Egalitarianism, universal brotherhood of humanity and social justice form the bedrock of the social structure of Islam. These cardinal principles are embedded in the Islamic world-view. It is therefore profitable to examine the nature, scope and significance of the concept of social justice in the larger context of the Islamic world-view.

The Islamic world-view

Islam is not a racial or parochial religion, confined to a particular race or people or to a given period of history. It is universal in its message and appeal. The universality of the Islamic faith is reflected in its view of prophecy as well as in its attitude towards other religions. According to the Islamic belief, prophets and divine messengers have been sent to all people in every part of the world (Quran 16:36). Muslims are required to believe in not only the prophecy of Muhammad (SAW) but also that of all other prophets who carried the divine message at different points of time.

In the Islamic view, God is transcendent, but not as an external despot, high in the skies, who is unconcerned about man's fate. The Quran says that God is closer to man than the artery of his neck. He is the most compassionate, the most merciful. He is not a parochial deity but the Lord of the universe and of all humankind.

According to the Islamic view, man is not the product of a blind process of evolution, but a being who has been created by God with His own hands. All humans, according to the Islamic view, are born innocent, untainted by original sin or guilt. Man has been endowed with self-consciousness, reason and moral choice. The Quran describes man as God's vicegerent on earth (2:30; 6:165). In the Islamic view, human nature is characterised by a certain duality or polarity. On the one hand, man is said to have been created from clay, a lowly substance (Quran 23:12; 32:7). On the other hand, God has breathed His soul into him (Quran 15:29). Furthermore, man has been endowed with the capacity and freedom to choose between good and evil (Quran (76:3; 90:8-10). Thus, man possesses two rather contradictory kinds of potentialities: benign and sublime, on the one hand, and vicious and demonic, on the other. In the Islamic view, the relationship between the individual and society is one of complementarity. Islam avoids the extremes of both exaggerated individualism and communitarian totalitarianism.

The Islamic conception of human nature avoids the fallacies of romanticism, cynicism and determinism.
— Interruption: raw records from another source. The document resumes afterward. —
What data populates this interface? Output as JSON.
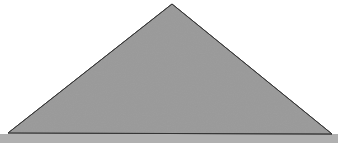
{
  "figure": {
    "canvas": {
      "width": 338,
      "height": 143,
      "background_color": "#ffffff"
    },
    "shape": {
      "name": "triangle",
      "kind": "isosceles-triangle",
      "fill_color": "#9a9a9a",
      "stroke_color": "#333333",
      "stroke_width": 1,
      "vertices": [
        {
          "label": "apex",
          "x": 172,
          "y": 4
        },
        {
          "label": "bottom-right",
          "x": 332,
          "y": 134
        },
        {
          "label": "bottom-left",
          "x": 8,
          "y": 133
        }
      ],
      "points_attr": "172,4 332,134 8,133"
    },
    "baseline_band": {
      "name": "baseline-shadow-band",
      "color": "#b0b0b0",
      "x": 0,
      "y": 134,
      "width": 338,
      "height": 9
    },
    "texture": {
      "name": "paper-noise",
      "description": "subtle scan grain over the gray fill",
      "opacity": 0.1
    },
    "clipped_text": {
      "name": "cropped-caption-remnant",
      "legible": false,
      "fragment_a": "agon",
      "fragment_b": "p"
    }
  }
}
It takes due cognisance of the existence of evil and viciousness and says that it is embedded in the structure of the human psyche. At the same time, it emphasizes that man has the capacity and freedom to overcome his organismic frailties and limitations and to actualize his benign potentialities. It underscores the unfolding and development of the benign, angelic qualities inherent in human nature.


As God's vicegerent on earth, man is accountable to his Creator for all his actions. Though the world and all its bounties have been created for man, he is required to use the God-given resources prudently and in moderation. The Islamic principle of moral accountability provides a corrective to the wasteful consumption of resources.
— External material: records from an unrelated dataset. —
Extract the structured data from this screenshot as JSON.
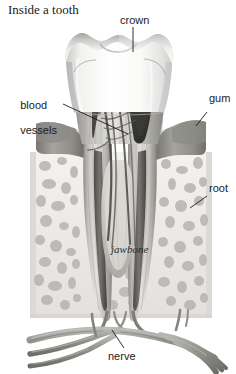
{
  "figure": {
    "title": "Inside a tooth",
    "background_color": "#ffffff",
    "style": "grayscale medical illustration, cutaway cross-section"
  },
  "labels": [
    {
      "id": "crown",
      "text": "crown",
      "icon": "leader-line-vertical"
    },
    {
      "id": "blood",
      "text": "blood\nvessels",
      "icon": "leader-line-diagonal"
    },
    {
      "id": "gum",
      "text": "gum",
      "icon": "leader-line-diagonal"
    },
    {
      "id": "root",
      "text": "root",
      "icon": "leader-line-diagonal"
    },
    {
      "id": "jawbone",
      "text": "jawbone",
      "icon": "inline-text-label"
    },
    {
      "id": "nerve",
      "text": "nerve",
      "icon": "leader-line-diagonal"
    }
  ],
  "label_text": {
    "crown": "crown",
    "blood_line1": "blood",
    "blood_line2": "vessels",
    "gum": "gum",
    "root": "root",
    "jawbone": "jawbone",
    "nerve": "nerve"
  },
  "colors": {
    "background": "#ffffff",
    "enamel_light": "#fbfbfa",
    "enamel_shadow": "#d9d9d7",
    "enamel_ridge": "#a8a8a6",
    "dentin_light": "#e2e1de",
    "dentin_mid": "#bdbcb8",
    "dentin_dark": "#8e8d89",
    "pulp_dark": "#4c4b49",
    "pulp_deep": "#2f2e2d",
    "gum_tissue": "#9a9a98",
    "gum_tissue_light": "#b9b9b6",
    "bone_matrix": "#eceae6",
    "bone_spongy": "#b6b4b0",
    "bone_outline": "#cfcdc9",
    "nerve_tube": "#8b8a87",
    "nerve_tube_light": "#b4b3b0",
    "vessel_dark": "#5a5956",
    "leader_line": "#1a1a1a",
    "text": "#1a1a1a"
  },
  "structures": [
    {
      "name": "crown",
      "description": "cusped enamel cap at top of tooth"
    },
    {
      "name": "enamel",
      "description": "white outer layer of crown"
    },
    {
      "name": "dentin",
      "description": "striated mid layer beneath enamel"
    },
    {
      "name": "pulp-chamber",
      "description": "dark central cavity holding nerves and vessels"
    },
    {
      "name": "blood-vessels",
      "description": "vessel strands entering pulp chamber"
    },
    {
      "name": "gum",
      "description": "soft tissue collar around tooth neck"
    },
    {
      "name": "root",
      "description": "two tapering roots embedded in bone"
    },
    {
      "name": "root-canal",
      "description": "dark channels running down each root"
    },
    {
      "name": "jawbone",
      "description": "spongy trabecular bone surrounding roots"
    },
    {
      "name": "nerve",
      "description": "nerve bundles branching below the jawbone"
    }
  ]
}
The Islamic ethos covers all spheres of human life, both temporal and spiritual. Islam makes no differentiation between what is God's and what is Caesar's, between the external world and the internal world. It does not posit a rigid duality between the sacred and the profane. The Islamic faith avoids the extremes of renunciation and self-abnegation, on the one hand, and excessive self-indulgence, on the other. It underscores the value of balance and moderation.